Welcome


My name is Gina and I would like to welcome you to my blog!

On this blog, I not only share the dietary and lifestyle approach which reversed my metabolic disease and achieved my weight loss, but I also debunk many misconceptions surrounding obesity and its treatment.

I am 5'5" and was weighing 300 lbs., at my heaviest. I lost a total of 180 lbs. I went through several phases of low carbohydrate dieting, until I found what worked best and that is what I share on this blog. Once on a carbohydrate restricted diet, along with intermittent fasting, I dropped all of the weight in a little over two years time.

My weight loss was achieved without any kind of surgery, bariatric or cosmetic. I also did not take any weight loss medications or supplements. I did not use any weight loss program. This weight loss was solely the result of a very low carbohydrate, whole foods based diet, along with daily intermittent fasting and exercise.

I allow discussions in the comments section of each post, but be advised that any inappropriate or off-topic comment will not be approved.

There are years worth of content on this blog, so I suggest you use Labels to easily find the information you are looking for. If what you are looking for is not under Labels, enter it into the Search Bar.

Dec 16, 2019

Six common beliefs addressed, Part 51

1. Are bananas deadly?

People love to point at something and yell “Witch, burn at the stake!” But, being overly dramatic will only cloud your critical thinking skills.

Bananas are not the devil, nor the cause of obesity/diabetes. They are simply an unnecessary food, which disrupts proper blood glucose regulation. Modern bananas have been cultivated to contain more fructose than they otherwise would and they will only end up replacing much better food options, if you insist on including them in your diet.

So, if you have metabolic disease, put the banana down and if you are healthy make sure bananas are only part of an overall low sugar diet so you can keep blood glucose levels healthy.

2. Dietary cholesterol does not raise serum cholesterol.

You might have heard this before. Low carbers love to quote Ancel Keys, the father of the 'Diet Heart Hypothesis', admitting to this very fact. It makes them think they have discovered a "Gotcha!" moment, where Keys admits he was wrong.

But, there is no "Gotcha!" moment and no admittance of anything. It is absolutely true that dietary cholesterol does not raise serum cholesterol, because it’s dietary fat that raises cholesterol, not dietary cholesterol.

3. Medications have no role in treating metabolic disease.

For some people, lifestyle changes alone are enough to achieve remission, but for others they're not and they must resort to medications. Medications should only be complementary to lifestyle interventions, for individuals that have had no, or too little, results from dietary treatments alone. Medication should never be your sole course of treatment, because they will not be able to improve blood glucose regulation on their own. Do not think medications can do your job for you.

For people who must take medications, dietary and exercise interventions must be included, as part of their therapy, to avoid further deterioration of health.

4. Will fasting help lower my weight set point?

Weight set point is determined by leptin and leptin does not respond to fasting, except in one way - lower insulin levels.

Leptin is a slave to insulin and normalizing insulin levels helps normalize leptin, but fasting without a significant effect on insulin will not help regulate leptin. If anything it makes leptin worse. That’s why you need a fasting protocol that lowers insulin without adversely affecting leptin. That’s only achieved through fasts of short duration. 

5. The world is obese, so there is no more world hunger.

World hunger is on the decline. Some people have made the claim that it no longer even exists and the only hunger left is the one created by governments, since we have the ability to feed the world. But, this is a misnomer. One of those "half truths".

Yes, there are plenty of calories available, to feed the world and then some, but the entire planet is protein starved. Hunter/gatherers consume three times more protein than a Westerner on a typical modern diet. So, everyone has plenty of calories, but poor metabolic health to show for it. When it comes to nutrition, it’s not about quantity, it’s ultimately about quality.

6. If you fast for weight loss, drinking tea or coffee is fine, but if you fast for autophagy, then it should be water and salt only.

Fasting is when you consume nothing but water. Period. As long as you are consuming anything with taste or calories, you are by definition, no longer fasting. There is a more appropriate term for drinking while fasting, it's called liquid dieting. Consuming low liquid calories is not fasting, it’s caloric restriction juicing. Changing the definitions of things to fit a narrative won’t work.

Obesity is a condition of poor blood glucose regulation, so if you are tasting things and consuming calories, while fasting, you are stimulating blood glucose. You will not become adapted to not eating if you continue this annoying and very asinine practice. The path to correcting something is to change it, not coddle it.

Autophagy is a process that the body goes through daily. It has nothing to do with obesity. There are different levels of autophagy that the body performs and they are triggered by different conditions. Whether the body does it effectively or efficiently is based on metabolic status. You will not obtain a good metabolic status if you keep eating/drinking while fasting, which is basically snacking. Keep your focus on obesity and keep the silly marketing ploys for day time TV.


> [Instructions to follow]: After reading the data below, copy out every line that contains the word "surgery".

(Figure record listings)
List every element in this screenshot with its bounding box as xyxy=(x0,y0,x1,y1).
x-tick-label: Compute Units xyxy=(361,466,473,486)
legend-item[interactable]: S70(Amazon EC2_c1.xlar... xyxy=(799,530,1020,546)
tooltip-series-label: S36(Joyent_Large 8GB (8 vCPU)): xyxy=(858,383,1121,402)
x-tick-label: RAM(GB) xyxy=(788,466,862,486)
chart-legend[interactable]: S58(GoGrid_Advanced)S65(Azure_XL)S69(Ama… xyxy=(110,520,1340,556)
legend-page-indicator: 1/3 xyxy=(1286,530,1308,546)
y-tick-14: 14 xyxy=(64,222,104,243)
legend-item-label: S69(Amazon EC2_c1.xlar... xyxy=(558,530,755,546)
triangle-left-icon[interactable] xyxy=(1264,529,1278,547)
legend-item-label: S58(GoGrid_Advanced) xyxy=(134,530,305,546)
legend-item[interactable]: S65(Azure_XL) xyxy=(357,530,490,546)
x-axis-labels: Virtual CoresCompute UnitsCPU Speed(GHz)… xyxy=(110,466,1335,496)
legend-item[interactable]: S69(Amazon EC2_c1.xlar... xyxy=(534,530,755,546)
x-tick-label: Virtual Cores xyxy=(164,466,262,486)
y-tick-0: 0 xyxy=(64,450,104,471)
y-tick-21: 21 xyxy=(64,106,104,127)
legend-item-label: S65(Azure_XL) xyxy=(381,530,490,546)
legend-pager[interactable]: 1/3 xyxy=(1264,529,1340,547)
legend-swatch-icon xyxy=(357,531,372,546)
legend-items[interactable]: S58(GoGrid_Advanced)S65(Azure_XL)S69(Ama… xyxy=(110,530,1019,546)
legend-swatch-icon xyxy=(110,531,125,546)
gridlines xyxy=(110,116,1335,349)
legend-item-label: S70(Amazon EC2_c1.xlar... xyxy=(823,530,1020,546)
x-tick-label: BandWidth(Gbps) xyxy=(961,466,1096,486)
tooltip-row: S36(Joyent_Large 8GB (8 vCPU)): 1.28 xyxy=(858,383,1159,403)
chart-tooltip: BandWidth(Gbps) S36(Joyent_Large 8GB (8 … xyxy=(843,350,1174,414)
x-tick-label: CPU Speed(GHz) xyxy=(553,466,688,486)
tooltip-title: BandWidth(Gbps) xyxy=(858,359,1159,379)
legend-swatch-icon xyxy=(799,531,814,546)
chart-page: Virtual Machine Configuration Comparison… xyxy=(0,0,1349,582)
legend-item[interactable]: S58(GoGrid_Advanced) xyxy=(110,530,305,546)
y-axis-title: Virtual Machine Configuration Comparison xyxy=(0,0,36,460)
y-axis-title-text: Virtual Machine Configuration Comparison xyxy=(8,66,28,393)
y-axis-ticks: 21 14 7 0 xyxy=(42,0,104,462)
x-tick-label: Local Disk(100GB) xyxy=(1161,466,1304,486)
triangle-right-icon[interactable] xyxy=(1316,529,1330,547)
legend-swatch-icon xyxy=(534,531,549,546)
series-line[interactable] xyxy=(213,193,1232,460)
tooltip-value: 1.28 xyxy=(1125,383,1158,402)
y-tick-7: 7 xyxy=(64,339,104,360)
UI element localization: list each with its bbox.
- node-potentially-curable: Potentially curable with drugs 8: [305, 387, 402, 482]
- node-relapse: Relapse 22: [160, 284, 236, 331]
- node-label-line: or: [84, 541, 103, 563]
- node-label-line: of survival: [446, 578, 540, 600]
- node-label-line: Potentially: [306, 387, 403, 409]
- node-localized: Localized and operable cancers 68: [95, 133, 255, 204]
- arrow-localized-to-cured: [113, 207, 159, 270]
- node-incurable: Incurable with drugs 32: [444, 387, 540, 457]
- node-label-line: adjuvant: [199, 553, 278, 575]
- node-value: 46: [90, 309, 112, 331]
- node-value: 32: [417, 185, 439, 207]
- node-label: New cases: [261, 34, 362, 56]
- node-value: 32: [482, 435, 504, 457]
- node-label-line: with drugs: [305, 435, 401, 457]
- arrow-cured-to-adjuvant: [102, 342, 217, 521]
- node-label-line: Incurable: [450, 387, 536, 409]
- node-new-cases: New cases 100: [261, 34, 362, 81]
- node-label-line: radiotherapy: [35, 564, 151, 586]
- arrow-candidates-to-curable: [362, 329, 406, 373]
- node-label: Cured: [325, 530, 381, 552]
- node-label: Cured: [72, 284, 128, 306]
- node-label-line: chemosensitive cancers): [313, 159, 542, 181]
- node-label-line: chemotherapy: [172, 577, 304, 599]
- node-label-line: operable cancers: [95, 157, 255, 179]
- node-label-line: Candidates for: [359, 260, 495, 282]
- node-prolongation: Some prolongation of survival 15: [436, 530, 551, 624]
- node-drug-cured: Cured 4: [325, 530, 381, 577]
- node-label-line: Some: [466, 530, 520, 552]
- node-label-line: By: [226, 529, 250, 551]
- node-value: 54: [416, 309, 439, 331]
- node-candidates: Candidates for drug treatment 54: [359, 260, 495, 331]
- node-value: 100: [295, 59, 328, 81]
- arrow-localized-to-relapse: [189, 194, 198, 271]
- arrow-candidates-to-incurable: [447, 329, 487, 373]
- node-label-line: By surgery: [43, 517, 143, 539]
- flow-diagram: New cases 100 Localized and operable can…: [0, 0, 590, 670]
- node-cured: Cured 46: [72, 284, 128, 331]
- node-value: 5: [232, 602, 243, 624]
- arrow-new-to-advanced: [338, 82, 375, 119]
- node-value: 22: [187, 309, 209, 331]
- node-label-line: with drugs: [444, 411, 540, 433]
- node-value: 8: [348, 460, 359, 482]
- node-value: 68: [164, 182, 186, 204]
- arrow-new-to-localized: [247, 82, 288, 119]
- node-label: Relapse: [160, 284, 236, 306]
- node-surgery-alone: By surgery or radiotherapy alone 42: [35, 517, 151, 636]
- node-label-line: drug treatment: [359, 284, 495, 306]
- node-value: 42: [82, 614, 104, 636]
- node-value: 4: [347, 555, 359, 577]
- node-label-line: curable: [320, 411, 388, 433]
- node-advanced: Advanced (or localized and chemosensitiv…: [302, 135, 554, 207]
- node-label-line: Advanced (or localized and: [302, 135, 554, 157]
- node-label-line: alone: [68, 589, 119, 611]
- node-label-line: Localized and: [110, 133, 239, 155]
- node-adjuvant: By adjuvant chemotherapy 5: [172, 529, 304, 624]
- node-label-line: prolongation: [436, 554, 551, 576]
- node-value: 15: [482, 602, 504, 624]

* * *

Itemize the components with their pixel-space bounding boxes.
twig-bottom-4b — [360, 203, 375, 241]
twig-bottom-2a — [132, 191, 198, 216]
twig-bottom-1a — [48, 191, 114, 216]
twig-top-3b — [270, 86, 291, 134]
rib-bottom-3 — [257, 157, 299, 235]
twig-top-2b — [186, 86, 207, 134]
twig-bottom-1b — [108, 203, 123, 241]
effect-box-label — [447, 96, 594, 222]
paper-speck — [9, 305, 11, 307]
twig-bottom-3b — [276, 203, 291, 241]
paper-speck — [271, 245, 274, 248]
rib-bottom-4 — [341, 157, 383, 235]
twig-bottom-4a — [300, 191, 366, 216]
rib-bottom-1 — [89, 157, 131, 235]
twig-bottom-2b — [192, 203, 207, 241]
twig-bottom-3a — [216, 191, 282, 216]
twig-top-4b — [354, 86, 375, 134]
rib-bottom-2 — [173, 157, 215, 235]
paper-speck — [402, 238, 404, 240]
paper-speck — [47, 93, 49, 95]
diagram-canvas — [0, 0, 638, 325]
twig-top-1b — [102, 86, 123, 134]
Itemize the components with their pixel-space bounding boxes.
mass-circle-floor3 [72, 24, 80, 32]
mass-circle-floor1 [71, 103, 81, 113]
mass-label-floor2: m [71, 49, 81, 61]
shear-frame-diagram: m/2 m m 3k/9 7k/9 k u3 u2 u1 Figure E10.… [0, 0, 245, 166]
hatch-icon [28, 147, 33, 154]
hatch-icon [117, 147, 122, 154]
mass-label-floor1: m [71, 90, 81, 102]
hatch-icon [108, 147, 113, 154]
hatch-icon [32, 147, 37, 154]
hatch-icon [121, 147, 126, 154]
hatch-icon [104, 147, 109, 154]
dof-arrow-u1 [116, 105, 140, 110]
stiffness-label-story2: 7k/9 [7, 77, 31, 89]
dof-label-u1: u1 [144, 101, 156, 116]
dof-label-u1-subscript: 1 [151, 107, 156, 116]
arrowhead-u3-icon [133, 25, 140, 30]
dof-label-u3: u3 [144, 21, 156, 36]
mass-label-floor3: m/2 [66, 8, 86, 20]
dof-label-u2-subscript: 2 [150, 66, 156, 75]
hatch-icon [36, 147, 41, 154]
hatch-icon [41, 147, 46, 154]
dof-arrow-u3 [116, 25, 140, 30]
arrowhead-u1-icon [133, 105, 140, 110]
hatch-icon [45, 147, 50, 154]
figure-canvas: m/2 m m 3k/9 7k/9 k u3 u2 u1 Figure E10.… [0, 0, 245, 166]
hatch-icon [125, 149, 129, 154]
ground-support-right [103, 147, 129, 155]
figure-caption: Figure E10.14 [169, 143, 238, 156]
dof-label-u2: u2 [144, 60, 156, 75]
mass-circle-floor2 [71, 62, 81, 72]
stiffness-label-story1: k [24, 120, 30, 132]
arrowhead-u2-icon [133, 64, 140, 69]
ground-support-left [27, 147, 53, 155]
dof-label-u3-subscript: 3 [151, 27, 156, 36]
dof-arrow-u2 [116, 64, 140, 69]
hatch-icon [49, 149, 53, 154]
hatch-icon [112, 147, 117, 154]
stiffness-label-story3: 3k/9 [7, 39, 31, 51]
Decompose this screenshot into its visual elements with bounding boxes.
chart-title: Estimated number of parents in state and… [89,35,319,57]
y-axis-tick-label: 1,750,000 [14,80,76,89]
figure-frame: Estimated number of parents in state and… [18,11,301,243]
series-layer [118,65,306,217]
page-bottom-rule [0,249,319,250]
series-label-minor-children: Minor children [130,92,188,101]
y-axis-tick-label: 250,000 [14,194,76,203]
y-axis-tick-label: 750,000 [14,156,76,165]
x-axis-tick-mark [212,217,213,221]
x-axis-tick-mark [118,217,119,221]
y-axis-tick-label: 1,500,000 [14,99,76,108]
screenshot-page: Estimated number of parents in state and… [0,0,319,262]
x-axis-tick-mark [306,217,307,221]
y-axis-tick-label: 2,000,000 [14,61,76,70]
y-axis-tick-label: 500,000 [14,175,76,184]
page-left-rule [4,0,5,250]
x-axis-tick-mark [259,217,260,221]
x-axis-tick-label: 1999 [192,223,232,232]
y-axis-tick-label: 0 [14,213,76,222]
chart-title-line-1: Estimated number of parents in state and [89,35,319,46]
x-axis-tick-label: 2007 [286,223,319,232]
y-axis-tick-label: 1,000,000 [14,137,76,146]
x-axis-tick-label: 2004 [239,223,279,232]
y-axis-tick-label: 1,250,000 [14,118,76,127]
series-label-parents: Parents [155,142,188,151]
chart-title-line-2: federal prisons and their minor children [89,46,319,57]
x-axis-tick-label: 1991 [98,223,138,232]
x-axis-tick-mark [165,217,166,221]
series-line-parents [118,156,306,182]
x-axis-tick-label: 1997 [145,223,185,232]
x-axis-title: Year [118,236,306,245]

---

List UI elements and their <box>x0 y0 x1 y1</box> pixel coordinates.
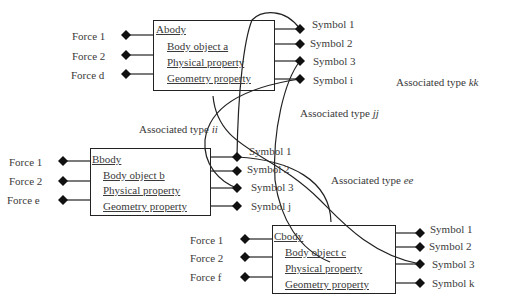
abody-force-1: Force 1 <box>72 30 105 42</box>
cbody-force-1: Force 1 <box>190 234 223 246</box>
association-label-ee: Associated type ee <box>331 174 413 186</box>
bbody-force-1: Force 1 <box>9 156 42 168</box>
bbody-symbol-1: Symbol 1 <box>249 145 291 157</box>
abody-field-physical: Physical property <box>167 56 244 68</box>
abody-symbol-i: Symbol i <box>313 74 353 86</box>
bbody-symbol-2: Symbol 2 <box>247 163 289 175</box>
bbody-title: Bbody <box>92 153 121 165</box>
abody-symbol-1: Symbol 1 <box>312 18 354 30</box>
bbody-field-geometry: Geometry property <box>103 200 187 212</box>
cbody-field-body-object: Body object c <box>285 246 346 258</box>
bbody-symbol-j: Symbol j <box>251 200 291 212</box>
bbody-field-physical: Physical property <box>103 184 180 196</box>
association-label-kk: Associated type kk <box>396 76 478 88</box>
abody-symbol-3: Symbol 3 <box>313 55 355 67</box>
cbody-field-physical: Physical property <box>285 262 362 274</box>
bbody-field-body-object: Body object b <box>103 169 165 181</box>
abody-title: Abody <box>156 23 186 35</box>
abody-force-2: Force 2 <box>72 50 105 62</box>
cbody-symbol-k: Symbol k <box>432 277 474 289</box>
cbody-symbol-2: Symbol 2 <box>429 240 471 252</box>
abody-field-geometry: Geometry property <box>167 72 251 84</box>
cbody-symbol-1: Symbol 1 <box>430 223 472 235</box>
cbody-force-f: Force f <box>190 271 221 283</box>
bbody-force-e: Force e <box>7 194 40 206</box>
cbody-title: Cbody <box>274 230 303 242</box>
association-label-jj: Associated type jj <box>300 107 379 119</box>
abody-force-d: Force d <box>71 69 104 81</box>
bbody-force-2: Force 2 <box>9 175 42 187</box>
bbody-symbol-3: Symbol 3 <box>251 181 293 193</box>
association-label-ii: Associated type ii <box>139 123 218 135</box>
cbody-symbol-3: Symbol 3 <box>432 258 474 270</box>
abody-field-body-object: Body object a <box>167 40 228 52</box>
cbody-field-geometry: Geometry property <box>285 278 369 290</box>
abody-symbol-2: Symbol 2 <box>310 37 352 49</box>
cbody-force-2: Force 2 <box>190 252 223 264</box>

> [Final answer]:
- node-label-line: By surgery: [43, 517, 143, 539]
- node-surgery-alone: By surgery or radiotherapy alone 42: [35, 517, 151, 636]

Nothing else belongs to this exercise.